With the approach of Thanksgiving and the Christmas holidays, it’s again hog-killing time in Sussex County and throughout the Delmarva Peninsula, when they store away for the winter months those famous lower Delaware hams and strings of sausage on poles in the old smoke house for famous breakfasts and dinners. Aged folk say that there is nothing like the old-fashioned smoked or sugar-cured hams, except by those in some section of Virginia.
The sausage goes hand in hand with buckwheat cakes and sugarcane syrup in the morning. Plenty of scrapple is made for winter use too. This is one pork product little known throughout New York state but famous throughout Pennsylvania, New Jersey, Maryland and Delaware.
Hog-killing for a century has been a festive event in the rural sections. For many decades it has been a custom for the neighboring farmers to gather and help each other butcher their porkers. After killed and cleaned the men folks have but little to do with the “hog-work” as it is called other than to clean up and salt and smoke the meat when cooled.
The women folks “try the lard” – that is place the fat in large pots in the barnyard and boil out the grease. This furnishes them with what they term “frying fat” for the winter and it makes their Christmas donuts. During the cold days in January and February the “cracklings” or residue after the grease has been boiled out are used with hominy. The rural folks enjoy this winter meal as well as those living in towns and cities who were raised on farms.
Farmers do not employ modern methods to clean their porkers. They use fodder and butcher knives, clam shells an pieces of tin to “scrape” the bristles off the hogs after they are scalded just as they did many decades ago.
Different ways are used to kill the porkers. Some farmers “stick” them, using a sharp butcher knife: while others first use an axe or shoot them in the head before cutting their throats. Shooting them first is held to be the more humane way.
Hog-killing day on the farm has always meant a frolic.
During the 80’s and 90’s it meant plenty of “applejack”, distilled on many farms throughout the county from the native apples and peaches. They knew how to drink it and keep their wits. Some say that there hardly was an ache in a quart.
Feasting was the order at the noon hour and in the early evening. The freshly-killed porkers were left out to cool and the tenderloins fried for the two meals. With the fresh meat, many of the farmers served a chicken, duck or goose dinner with the fixin’s plenty of cabbage, turnips and pumpkin pies. If mince pies were served they were flavored with brandy. Fifty and sixty years ago they drove to hog-killings in gigs, horse-carts and on horse-back. Now adays they go in automobiles.
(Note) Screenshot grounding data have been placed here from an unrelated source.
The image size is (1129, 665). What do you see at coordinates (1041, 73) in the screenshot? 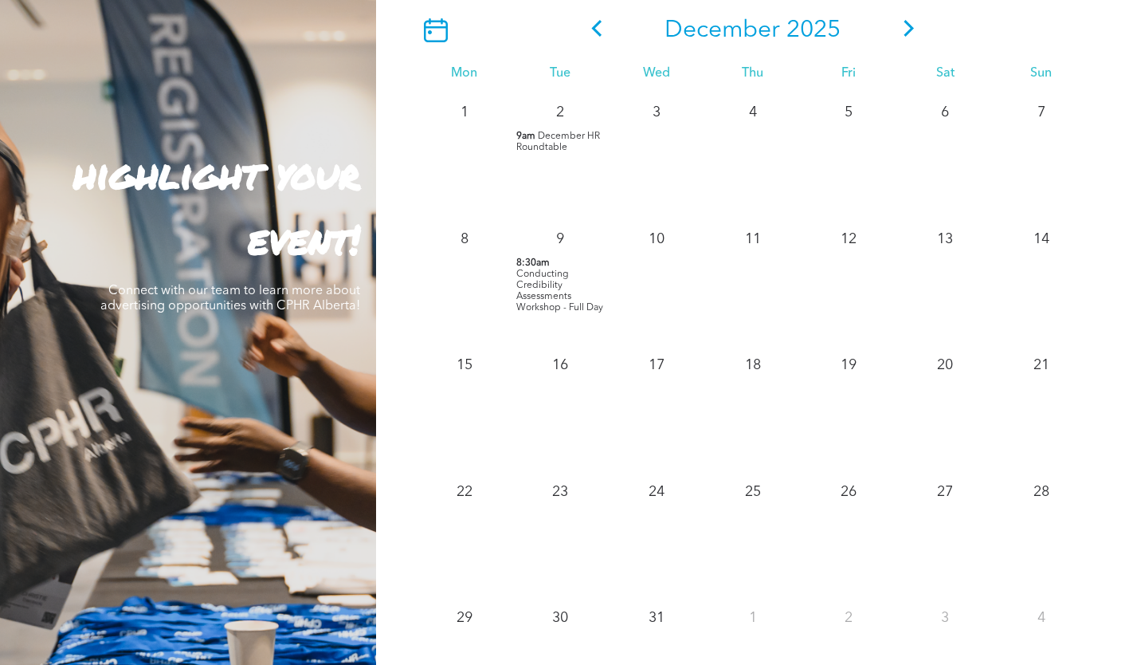
I see `div: Sun` at bounding box center [1041, 73]. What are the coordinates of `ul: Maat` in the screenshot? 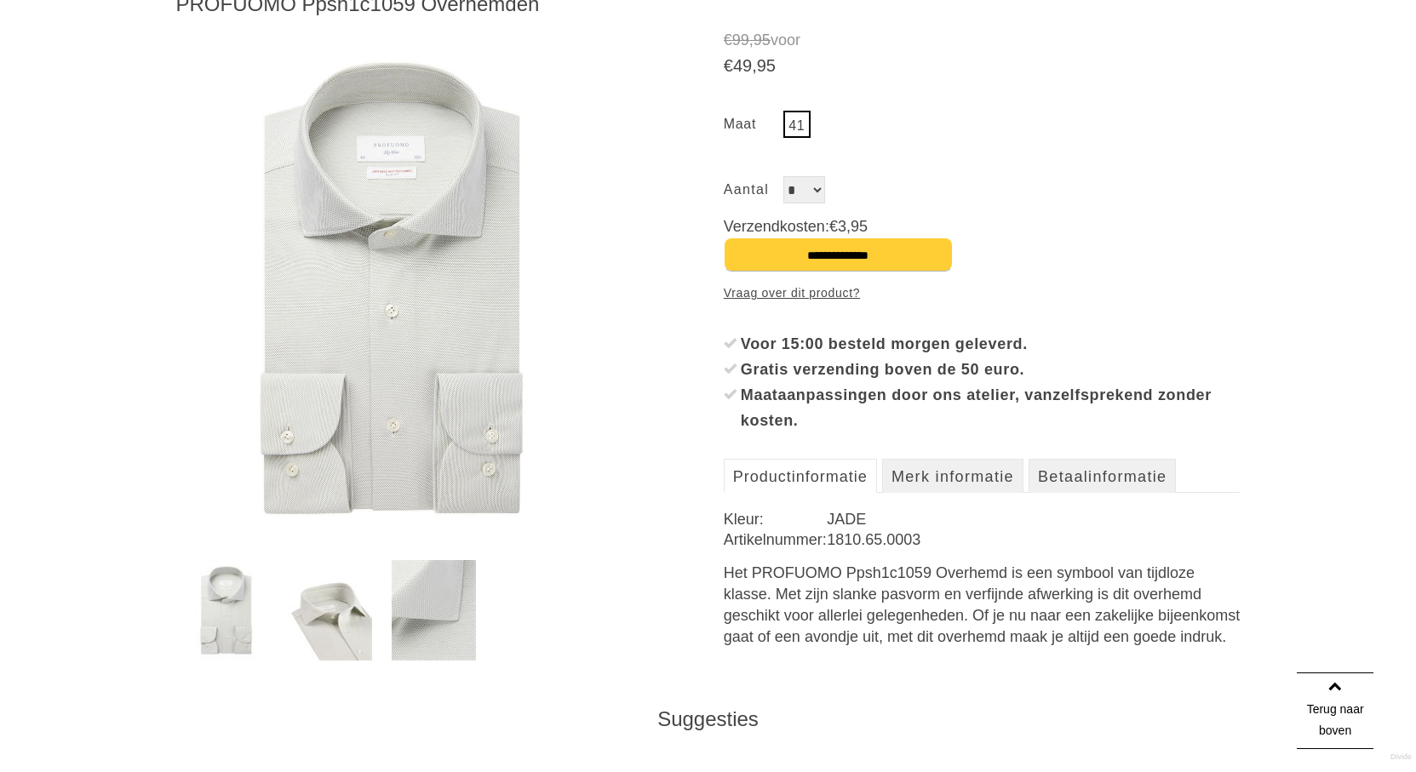 It's located at (982, 126).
However the average Sussex country hog-killings are but little different from wahat they were half century ago, except for the absence of the old-time apple and peach brandy, called by many “apple and peach jack”.
Tipping In Pennsylvania
Since I have frequently been treasurer of various groups in which we have had a monthly dinner meeting, if the service (which at best for groups is poor) was even worst than expected I would have a talk with the manager. He or she would usually have the bill reduced due to poor service or poor food before I paid it. This is usually called Service recovery and any restaurant manager worth a crap will do it. I don't know if it came out of the wait staff pocket or the restaurant pocket - it made no difference to me. I don't expect to pay for poor service from restaurants I frequent. So this upcoming season don't let the Holiday good cheer interfere with your common sense. Tip for good service only and don't buy off on that "we are over crowded and understaffed and you are lucky we are waiting on you at all" they like to play this time of year. If they play the understaffed and over crowded card on you remember them in January and put them out of business.